Promises returned by customElements.whenDefined
will not resolve until a
full-document upgrade attempt has been performed after the given local name
has been defined.
let flush;
customElements.polyfillWrapFlushCallback((f) => (flush = f));
const p = customElements.whenDefined('c-e');
p.then(() => console.log('c-e defined'));
customElements.define('c-e', class extends HTMLElement {});
// `p` is not yet resolved; `flush` is now a function.
flush(); // Resolves `p`; 'c-e defined' is logged.

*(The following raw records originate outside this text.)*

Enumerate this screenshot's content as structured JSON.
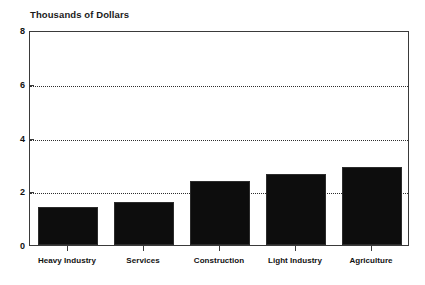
{
  "chart_data": {
    "type": "bar",
    "title": "Thousands of Dollars",
    "subtitle": "",
    "xlabel": "",
    "ylabel": "",
    "categories": [
      "Heavy Industry",
      "Services",
      "Construction",
      "Light Industry",
      "Agriculture"
    ],
    "values": [
      1.4,
      1.6,
      2.4,
      2.65,
      2.9
    ],
    "ylim": [
      0,
      8
    ],
    "yticks": [
      0,
      2,
      4,
      6,
      8
    ],
    "ytick_labels": [
      "0",
      "2",
      "4",
      "6",
      "8"
    ],
    "gridlines_at": [
      2,
      4,
      6
    ],
    "grid": true,
    "grid_style": "dotted",
    "legend": false,
    "legend_position": "none",
    "series": [
      {
        "name": "Value",
        "values": [
          1.4,
          1.6,
          2.4,
          2.65,
          2.9
        ]
      }
    ],
    "bar_color": "#0d0d0d",
    "axis_color": "#3a3a3a",
    "grid_color": "#2e2e2e",
    "background": "#ffffff"
  }
}
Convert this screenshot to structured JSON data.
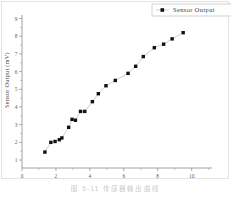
{
  "figure": {
    "caption": "图 5-11  传感器输出曲线",
    "background": "#ffffff"
  },
  "legend": {
    "label": "Sensor Output",
    "marker_color": "#111111",
    "position": "top-right",
    "clipped_at_right_edge": true
  },
  "chart_data": {
    "type": "scatter",
    "title": "",
    "subtitle": "",
    "xlabel": "",
    "ylabel": "Sensor Output (mV)",
    "xlim": [
      0,
      11.2
    ],
    "ylim": [
      0.55,
      9.2
    ],
    "xticks": [
      0,
      2,
      4,
      6,
      8,
      10
    ],
    "xticklabels": [
      "0",
      "2",
      "4",
      "6",
      "8",
      "10"
    ],
    "xminorticks": [
      1,
      3,
      5,
      7,
      9,
      11
    ],
    "yticks": [
      1,
      2,
      3,
      4,
      5,
      6,
      7,
      8,
      9
    ],
    "yticklabels": [
      "1",
      "2",
      "3",
      "4",
      "5",
      "6",
      "7",
      "8",
      "9"
    ],
    "grid": false,
    "marker": "square",
    "marker_color": "#111111",
    "line_color": "#b9b9b9",
    "connected": true,
    "series": [
      {
        "name": "Sensor Output",
        "x": [
          1.35,
          1.7,
          1.95,
          2.2,
          2.35,
          2.75,
          2.95,
          3.15,
          3.45,
          3.7,
          4.15,
          4.5,
          4.95,
          5.5,
          6.25,
          6.7,
          7.15,
          7.8,
          8.35,
          8.85,
          9.5
        ],
        "y": [
          1.45,
          2.0,
          2.05,
          2.15,
          2.25,
          2.85,
          3.3,
          3.25,
          3.75,
          3.75,
          4.3,
          4.75,
          5.2,
          5.5,
          5.9,
          6.3,
          6.85,
          7.35,
          7.55,
          7.85,
          8.2
        ]
      }
    ],
    "point_count": 21,
    "xaxis_tick_color": "#8a8a8a",
    "axis_color": "#8a8a8a"
  }
}
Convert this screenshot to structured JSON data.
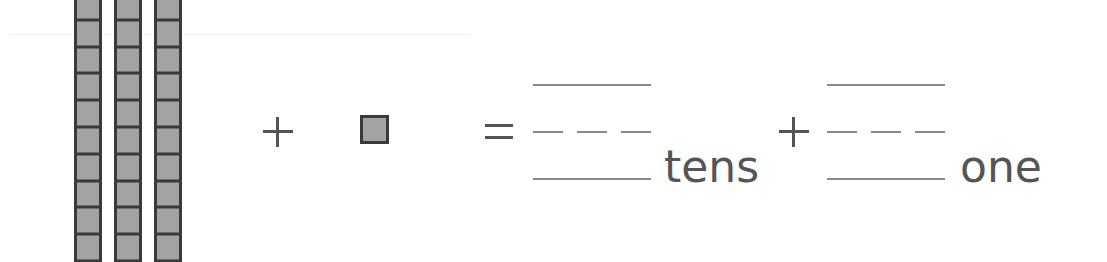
{
  "worksheet": {
    "tens_rods": {
      "count": 3,
      "cells_per_rod": 10
    },
    "ones_cubes": {
      "count": 1
    },
    "operator_plus": "+",
    "operator_equals": "=",
    "answer_tens": {
      "value": "",
      "label": "tens"
    },
    "answer_ones": {
      "value": "",
      "label": "one"
    },
    "colors": {
      "block_fill": "#a3a3a3",
      "block_border": "#3a3a3a",
      "text": "#555555",
      "writing_line": "#8a8a8a"
    }
  }
}
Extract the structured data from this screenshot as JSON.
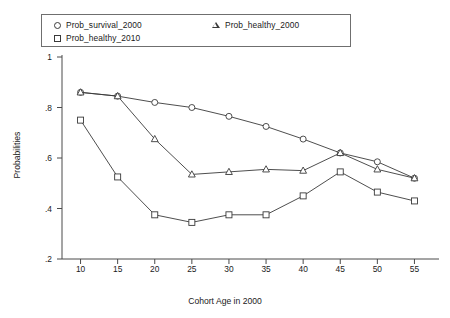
{
  "chart_data": {
    "type": "line",
    "title": "",
    "xlabel": "Cohort Age in 2000",
    "ylabel": "Probabilities",
    "x": [
      10,
      15,
      20,
      25,
      30,
      35,
      40,
      45,
      50,
      55
    ],
    "xlim": [
      7.5,
      57.5
    ],
    "ylim": [
      0.2,
      1.0
    ],
    "xticks": [
      "10",
      "15",
      "20",
      "25",
      "30",
      "35",
      "40",
      "45",
      "50",
      "55"
    ],
    "yticks": [
      "1",
      ".8",
      ".6",
      ".4",
      ".2"
    ],
    "ytick_values": [
      1,
      0.8,
      0.6,
      0.4,
      0.2
    ],
    "grid": false,
    "legend_position": "top",
    "series": [
      {
        "name": "Prob_survival_2000",
        "marker": "circle",
        "color": "#3a3a3a",
        "values": [
          0.86,
          0.845,
          0.82,
          0.8,
          0.765,
          0.725,
          0.675,
          0.62,
          0.585,
          0.52
        ]
      },
      {
        "name": "Prob_healthy_2010",
        "marker": "square",
        "color": "#3a3a3a",
        "values": [
          0.75,
          0.525,
          0.375,
          0.345,
          0.375,
          0.375,
          0.45,
          0.545,
          0.465,
          0.43
        ]
      },
      {
        "name": "Prob_healthy_2000",
        "marker": "triangle",
        "color": "#3a3a3a",
        "values": [
          0.86,
          0.845,
          0.675,
          0.535,
          0.545,
          0.555,
          0.55,
          0.62,
          0.555,
          0.52
        ]
      }
    ]
  },
  "legend": {
    "entries": [
      {
        "label": "Prob_survival_2000",
        "marker": "circle-marker-icon"
      },
      {
        "label": "Prob_healthy_2010",
        "marker": "square-marker-icon"
      },
      {
        "label": "Prob_healthy_2000",
        "marker": "triangle-marker-icon"
      }
    ]
  },
  "colors": {
    "line": "#3a3a3a",
    "axis": "#4a4a4a",
    "background": "#ffffff",
    "legend_border": "#6f6f6f"
  }
}
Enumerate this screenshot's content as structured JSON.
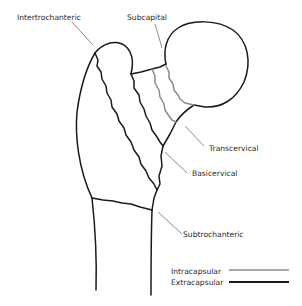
{
  "diagram": {
    "labels": {
      "intertrochanteric": "Intertrochanteric",
      "subcapital": "Subcapital",
      "transcervical": "Transcervical",
      "basicervical": "Basicervical",
      "subtrochanteric": "Subtrochanteric"
    },
    "legend": {
      "intracapsular": "Intracapsular",
      "extracapsular": "Extracapsular"
    },
    "colors": {
      "extracapsular_line": "#1a1a1a",
      "intracapsular_line": "#8a8a8a",
      "leader_line": "#6e6e6e",
      "text": "#2a2a2a",
      "background": "#ffffff"
    }
  }
}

You can't remove a callback given to polyfillWrapFlushCallback
. If the
condition your callback was intended to wait on is no longer important, your
callback should call the given function synchronously. (See the
document.readyState
example above.)
Calling polyfillWrapFlushCallback
disconnects the MutationObserver
watching
the main document. This means that you must delay until at least
document.readyState !== 'loading'
to be sure that all elements in the main
document are found (subject to exceptions mentioned in the section above).
You can call polyfillWrapFlushCallback
multiple times, each function given
will automatically wrap and delay any previous wrappers:
customElements.polyfillWrapFlushCallback(function (flush) {
console.log('added first');
flush();
});
customElements.polyfillWrapFlushCallback(function (flush) {
console.log('added second');
setTimeout(() => flush(), 1000);
});
customElements.define('c-e', class extends HTMLElement {});
// 'added second'
// ~1s delay
// 'added first'
// The document is walked to attempt upgrades.
customElements.polyfillDefineLazy
Allows defining an element with a constructor getter function that returns an
element constructor. It provides a small optimization over using
customElements.define
when producing the element class is expensive. The
constructor getter function is called only the first time the polyfill tries
to upgrade the given element.
customElements.polyfillDefineLazy('c-e', () => {
// do some expensive work then...
return class extends HTMLElement {};
});
Note, this API is not included in the custom elements spec and therefore requires use of the polyfill to function correctly.
The polyfill provides a few settings to improve performance by tweaking behavior. These settings typically have correctness trade-offs (noted below) and should be used with caution.
customElements.noDocumentConstructionObserver
: Set this flag to true to
prevent the polyfill from mutation observing and upgrading DOM as it is added
to the main document. This provides a small performance improvement during
document parsing. With this setting on, the polyfill will not upgrade elements
created when parsing the main document's HTML. This setting should be
used in conjunction with a polyfillWrapFlushCallback
that defers element
upgrades until the parser is complete.
customElements.shadyDomFastWalk
: Set this flag to true when using the
ShadyDOM polyfill to optimize how elements are found in the DOM. There are a
couple of limitations: (1) Elements that are children of Shadow DOM hosts and
are not distributed to slots may not upgrade; (2) This setting is not compatible
with using native HTML Imports.
FAQs
HTML Custom Elements Polyfill
We found that @webcomponents/custom-elements demonstrated a not healthy version release cadence and project activity because the last version was released a year ago. It has 4 open source maintainers collaborating on the project.